An Army couple on Wednesday helped police in Fayetteville, North Carolina, arrest one of the city's most wanted suspects.
Curtis Perry King, 43, was arrested shortly after midnight Wednesday after a standoff with police. The incident happened in the woods across the street from where Luke Harvey and Natasha Woodruff live.
King faces robbery, breaking and entering, kidnapping, larceny and several other charges, according to an incident report from the Fayetteville Police Department. Fayetteville is just outside Fort Bragg, one of the Army's largest installations.
On Tuesday evening, about 8:30 p.m., Harvey, who is Woodruff's boyfriend and a former infantry sergeant, was heading out to take their dog for a walk when he saw a man in their backyard.
The man was trying to get into the house through the back door, said Harvey, who served eight years in the Army and deployed to Iraq in 2008.
Curtis Perry King, who is accused of three home invasion robberies within 24 hours, appears at the Cumberland County Detention Center in N.C. on Wednesday.
Photo Credit: Raul R. Rubiera/The Fayetteville Observer
"I caught him in the act, startled him, and I recovered faster than him, so it kind of worked out," Harvey said.
The man, who was "acting very strange, very erratic," lunged toward Harvey, who sicced his dog on the man.
"He was definitely out of it," Harvey said. "He was still walking towards me with the dog hanging off him."
Harvey then grabbed a shovel and hit the man before running inside to check on his 10-year-old son.
When Harvey returned to the back yard, he saw the man walking away into the woods across the street.
At that time, Woodruff was on her way home from work.
The pair called the police, who came, checked the area, but didn't find the man, Harvey said.
A couple hours later, about 10 p.m., Harvey went outside to smoke a cigarette.
"I was cussing into the woods, and [the man] replied, 'I'm sorry, my name is Maurice,'" Harvey said.
Harvey's instincts kicked in, and he kept the man talking as he texted Woodruff to call 911.

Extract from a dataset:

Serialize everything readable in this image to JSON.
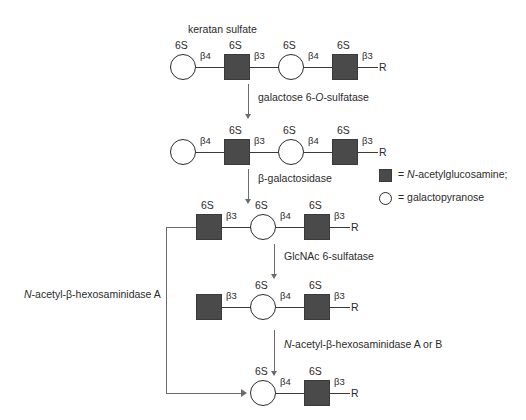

"It was pitch black," Harvey recalled, adding that he kept the man talking for about 40 minutes, "yelling back and forth through the woods," until the police arrived.
Harvey said he kept the man talking so he could tell, from the sound of his voice, where he was.
Luke Harvey talked to the suspect who was hiding in the woods, while police moved in and made the arrest.
Photo Credit: Courtesy
"It was really strange," he said. "It was like I was talking to three different people even though it was just him in there. ... He was really messed up."
Woodruff, who was with Harvey, her loaded pistol ready just in case, agreed.
"He would switch personas," she said about the man. "We thought there were three or four different guys out there. It was totally crazy. I was just hoping to God this guy didn't come out of the woods shooting at us."
When the police arrived, the man refused to come out.
Harvey filled in the police officers with the layout of the woods and what the man had told him.
After further negotiation, this time with the police, the man was arrested without incident.
It wasn't until later that Harvey and Woodruff learned the man's identity.
King is accused of committing three home-invasion robberies in 24 hours, and he had been the subject of an intense police search, according to the Fayetteville Observer.
The newspaper reported that the first robbery happened about 4 p.m. Monday when a homeowner arrived home and allegedly found King, armed with a .380-caliber handgun, inside the house.
Later that night, a homeowner reported hearing someone trying to break into his house, the newspaper reported. King is accused of breaking into that house, wresting a shotgun from the homeowner, and taking the weapon and a phone, police told the Fayetteville Observer.
The third robbery happened Tuesday morning. The 71-year-old woman inside the house was bound with duct tape before King allegedly left with a .357-caliber handgun, money, a phone, and the victim's sedan, the newspaper reported.
Harvey said the whole encounter was surreal.
"Once I had complete control of the situation, it was almost comical," he said. "I thought, 'this is pretty crazy. I have a guy in the woods apologizing to me for trying to break into my house.' It's the most random thing that's happened to me stateside."
He credits his Army training for enabling him to stay calm.
"It was definitely a confidence and being committed," Harvey said. "If I had faltered, he definitely could have taken advantage. It helped me maintain control of the situation and be aware of what was going on."
Michelle Tan is the editor of Army Times and Air Force Times. She has covered the military for Military Times since 2005, and has embedded with U.S. troops in Iraq, Afghanistan, Kuwait, Haiti, Gabon and the Horn of Africa.